Your Twitter is something I really can’t wrap my head around. I have grown up being told by my parents to watch what I post on social media because it will be there forever, eternally attached to my name. Your Twitter account is a prime example of this point they’ve been drilling into my head for years – except you somehow became president nonetheless. The power your tweets hold is phenomenal – with 140 characters you launch personal attacks, you establish positions: you become breaking news. This power could be used to do so much good. You spend so much time channeling your rage and ego into nearly incoherent messages when you could be spreading positivity, ending the constant feedback loop of your ridiculousness that fuels and enrages your critics.

On January 6th, you used two tweets to talk about Arnold Schwarzenegger, saying,

“Wow, the ratings are in and Arnold Schwarzenegger got "swamped" (or destroyed) by comparison to the ratings machine, DJT. So much for.... being a movie star-and that was season 1 compared to season 14. Now compare him to my season 1. But who cares, he supported Kasich & Hillary.”

Why is this necessary?
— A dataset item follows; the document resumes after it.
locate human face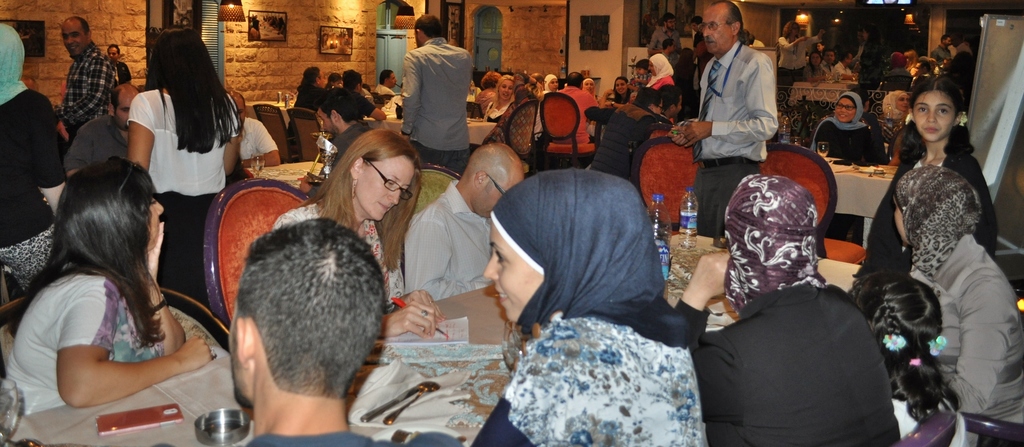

Who cares? As the leader of our country in less than 20 days, why would you invest your time and effort into expelling egotistical, petty nonsense about your show that I didn’t know anyone actually watched instead of doing something valuable such as, I don’t know, saying something positive or actually attending intelligence briefings?

There is already enough hate in the world. But after you were elected, people began waving this flag of hatred in your name. White supremacists, homophobes and extremist conservatives (such as your trusty chief strategist Steve Bannon – what a nice guy! A real class act! Great pick!) now feel empowered – they now think that their causes have been validated and are now part of the mainstream. And I genuinely don’t think that that is what you intended to do, or want to happen. I don’t think you want swastikas appearing on baseball dugouts, neighborhood sidewalks or the dorm room doors of Jewish students, or people assaulting minorities and screaming, “Trump all the way… because black lives don’t matter.” I have enough faith in you that I believe you must not want that. If you can spend so much time and energy getting in Twitter wars with Alec Baldwin over a comedic, exaggerated impression of you, why can’t you manage one single tweet condemning the hate and violence that is being propagated in your name? How difficult is it to say something as simple as, for instance, “I do not support those who are spreading violent, hateful, and discriminatory messages. This is not what America is about.”? That is 122 characters – you still have plenty of room to add an exclamation in your typical tweeting fashion! Instead of having the Twitter account most reminiscent of an angry racist grandpa who just discovered social media combined with the biggest sore winner ever to live, why don’t you, just once in a while, fight the fights that are actually worth fighting? Or, if that’s really too much to ask, there’s this old saying – you’ve probably never heard it, but I think you really need to: if you have nothing nice to say, say nothing at all.